I'll preface this with something along the lines of “my degree is in an evergreen discipline, rather than in higher ed, so there may be reams of research in these areas that I just don't know about.” And an embarrassing amount of the stuff I have seen about higher ed is autobiographical case studies in which the folks who started a given initiative write about it, so it's neither objective nor comparative.
(Of course, one could say the same about my blog. The difference is, it's a blog.)
So a few things I'd like to see studied systematically:
The least harmful and/or most sustainable ways to deal with reduced budgets. The usual drill is to start with travel and subscription money, to replace retiring full-time faculty with adjuncts, to reduce 'release time,' to cheap out on instructional and office supplies, and to consolidate a few administrative positions. (My job used to be two jobs. I think that explains a lot, actually.) But each of those comes with its own costs, some of which are slow to surface but equally slow to remediate. (Reducing travel for one year does little long-term harm. Reducing travel for several years starts to reduce the quality of your faculty and staff.) Are there better ways?
Buyouts of tenured faculty.
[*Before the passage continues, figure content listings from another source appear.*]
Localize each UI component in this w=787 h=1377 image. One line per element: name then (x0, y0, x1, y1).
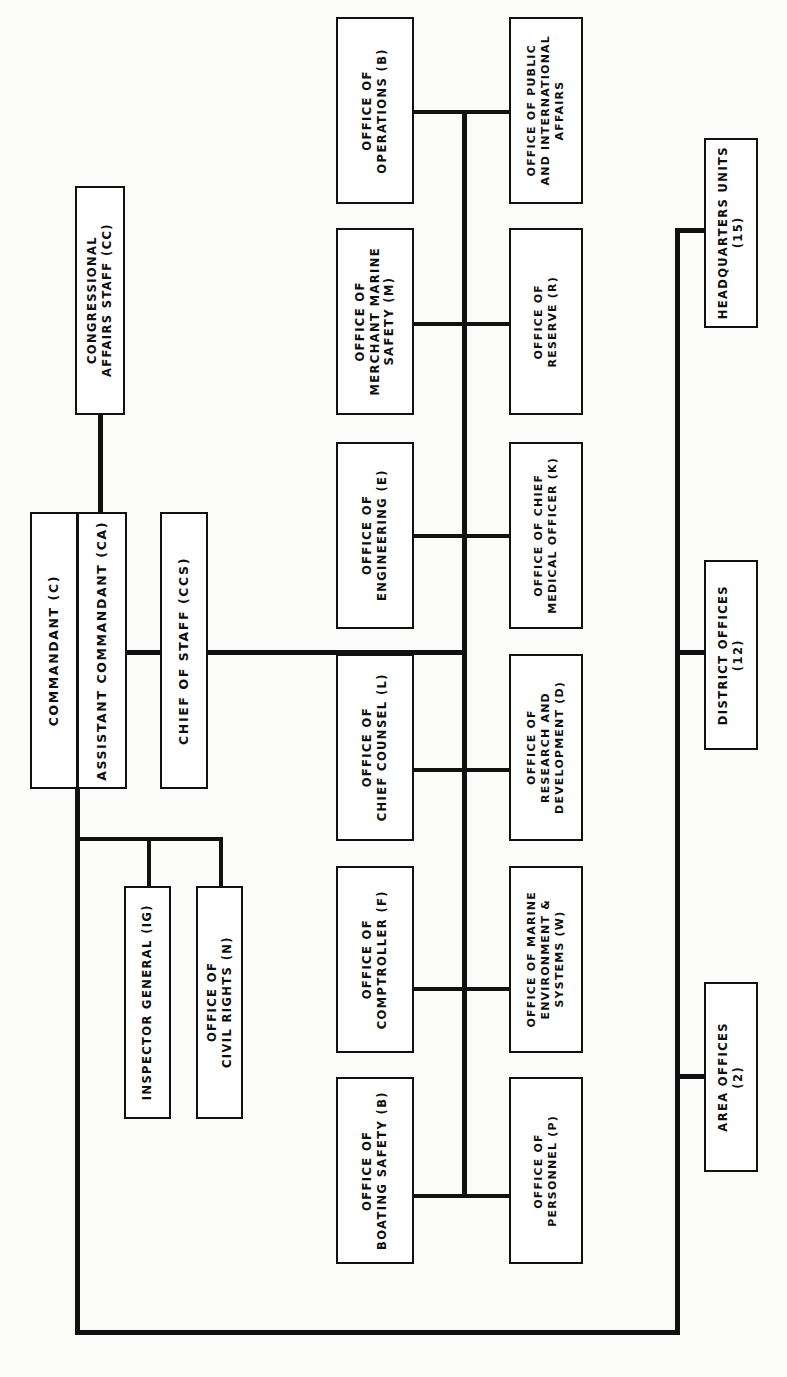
node-label: INSPECTOR GENERAL (IG) (140, 904, 155, 1100)
connector-commandant-branch-stem (75, 788, 80, 840)
node-label: OFFICE OF PERSONNEL (P) (532, 1115, 560, 1227)
node-label: OFFICE OF MARINE ENVIRONMENT & SYSTEMS (… (525, 891, 567, 1028)
node-office-of-public-and-international-affairs[interactable]: OFFICE OF PUBLIC AND INTERNATIONAL AFFAI… (509, 17, 583, 204)
node-office-of-research-and-development[interactable]: OFFICE OF RESEARCH AND DEVELOPMENT (D) (509, 654, 583, 841)
node-label: CONGRESSIONAL AFFAIRS STAFF (CC) (85, 223, 114, 377)
node-label: OFFICE OF ENGINEERING (E) (360, 469, 389, 601)
connector-spine-research-development (462, 768, 510, 772)
node-label: OFFICE OF RESEARCH AND DEVELOPMENT (D) (525, 681, 567, 814)
node-label: OFFICE OF BOATING SAFETY (B) (360, 1091, 389, 1250)
node-label: HEADQUARTERS UNITS (15) (716, 146, 745, 319)
node-congressional-affairs-staff[interactable]: CONGRESSIONAL AFFAIRS STAFF (CC) (75, 186, 125, 415)
node-office-of-comptroller[interactable]: OFFICE OF COMPTROLLER (F) (336, 866, 414, 1053)
connector-bus-civil-rights (219, 837, 223, 887)
node-label: CHIEF OF STAFF (CCS) (176, 557, 192, 745)
connector-bus-district-offices (675, 650, 705, 655)
node-office-of-reserve[interactable]: OFFICE OF RESERVE (R) (509, 228, 583, 415)
node-label: OFFICE OF OPERATIONS (B) (360, 48, 389, 174)
node-area-offices[interactable]: AREA OFFICES (2) (704, 982, 758, 1172)
connector-bus-inspector-general (147, 837, 151, 887)
node-commandant[interactable]: COMMANDANT (C) (30, 512, 78, 789)
connector-spine-personnel (462, 1194, 510, 1198)
connector-spine-merchant-marine-safety (412, 322, 467, 326)
node-assistant-commandant[interactable]: ASSISTANT COMMANDANT (CA) (77, 512, 127, 789)
staff-office-spine (462, 110, 467, 1198)
connector-bus-headquarters-units (675, 228, 705, 233)
connector-spine-comptroller (412, 987, 467, 991)
node-label: ASSISTANT COMMANDANT (CA) (94, 521, 110, 781)
node-label: COMMANDANT (C) (46, 575, 62, 726)
connector-field-units-bus-horizontal (75, 1330, 680, 1335)
node-headquarters-units[interactable]: HEADQUARTERS UNITS (15) (704, 138, 758, 328)
connector-spine-marine-environment-systems (462, 987, 510, 991)
node-office-of-operations[interactable]: OFFICE OF OPERATIONS (B) (336, 17, 414, 204)
node-label: DISTRICT OFFICES (12) (716, 585, 745, 725)
node-office-of-engineering[interactable]: OFFICE OF ENGINEERING (E) (336, 442, 414, 629)
connector-spine-engineering (412, 534, 467, 538)
node-inspector-general[interactable]: INSPECTOR GENERAL (IG) (124, 886, 171, 1119)
connector-spine-chief-medical-officer (462, 534, 510, 538)
node-office-of-civil-rights[interactable]: OFFICE OF CIVIL RIGHTS (N) (196, 886, 243, 1119)
connector-bus-area-offices (675, 1074, 705, 1079)
node-office-of-chief-counsel[interactable]: OFFICE OF CHIEF COUNSEL (L) (336, 654, 414, 841)
org-chart-canvas: CONGRESSIONAL AFFAIRS STAFF (CC) COMMAND… (0, 0, 787, 1377)
connector-spine-boating-safety (412, 1194, 467, 1198)
node-label: OFFICE OF MERCHANT MARINE SAFETY (M) (353, 247, 397, 396)
connector-spine-public-international-affairs (462, 110, 510, 114)
node-label: OFFICE OF PUBLIC AND INTERNATIONAL AFFAI… (525, 35, 567, 185)
node-label: OFFICE OF COMPTROLLER (F) (360, 890, 389, 1029)
node-label: OFFICE OF CIVIL RIGHTS (N) (205, 936, 234, 1068)
node-office-of-personnel[interactable]: OFFICE OF PERSONNEL (P) (509, 1077, 583, 1264)
node-office-of-boating-safety[interactable]: OFFICE OF BOATING SAFETY (B) (336, 1077, 414, 1264)
node-label: AREA OFFICES (2) (716, 1022, 745, 1132)
node-district-offices[interactable]: DISTRICT OFFICES (12) (704, 560, 758, 750)
connector-congressional-to-assistant-commandant (98, 414, 103, 514)
node-chief-of-staff[interactable]: CHIEF OF STAFF (CCS) (160, 512, 208, 789)
node-office-of-merchant-marine-safety[interactable]: OFFICE OF MERCHANT MARINE SAFETY (M) (336, 228, 414, 415)
connector-commandant-to-field-bus-vertical (75, 837, 80, 1334)
connector-spine-chief-counsel (412, 768, 467, 772)
node-label: OFFICE OF CHIEF MEDICAL OFFICER (K) (532, 457, 560, 614)
node-office-of-marine-environment-and-systems[interactable]: OFFICE OF MARINE ENVIRONMENT & SYSTEMS (… (509, 866, 583, 1053)
connector-spine-operations (412, 110, 467, 114)
node-label: OFFICE OF RESERVE (R) (532, 276, 560, 367)
node-label: OFFICE OF CHIEF COUNSEL (L) (360, 673, 389, 821)
connector-spine-reserve (462, 322, 510, 326)
node-office-of-chief-medical-officer[interactable]: OFFICE OF CHIEF MEDICAL OFFICER (K) (509, 442, 583, 629)
connector-field-units-bus-vertical (675, 228, 680, 1335)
How are these best handled, or should they be rejected altogether? Should they be done with across-the-board offers, or only with low performers, or with high performers as a reward? (The 'moral hazard' with low performers strikes me as staggering.) What's the right price?
Department chairs: elected or appointed? Term limits?
Which funding models are least volatile? In some states, they have “state community colleges,” in which most of the external funding comes from the state. In other states, most cc's are defined (and paid for) by counties, with varying levels of state support. (Ohio seems to do both, which I find mystifying.) It seems like all public higher ed is vulnerable to shifts in the economy, but are there particular models or combinations that are more sustainable and stable than others?
Cc's have been slow, compared to the rest of higher ed, to cultivate the 'alumni/donor' philanthropic area. What 'best practices' have the most successful cc development offices found? Since we don't have high-profile sports, and most of our most successful alums identify with their four-year or graduate schools, how can we best capitalize on their ties to us?
Comparative governance models. Some states have local Boards of Trustees for each college; others have a single statewide Board. Does one model lead to better (however defined) outcomes than the other?
That's off the top of my head, anyway. The common denominator, I think, is that they're mostly comparative. That seems to be what's lacking in most of the literature I've seen, which, admittedly, is less than it could be.
Good luck with your project!
Wise and worldly readers – what would you like to see studied systematically?
Have a question? Ask the Administrator at deandad (at) gmail (dot) com.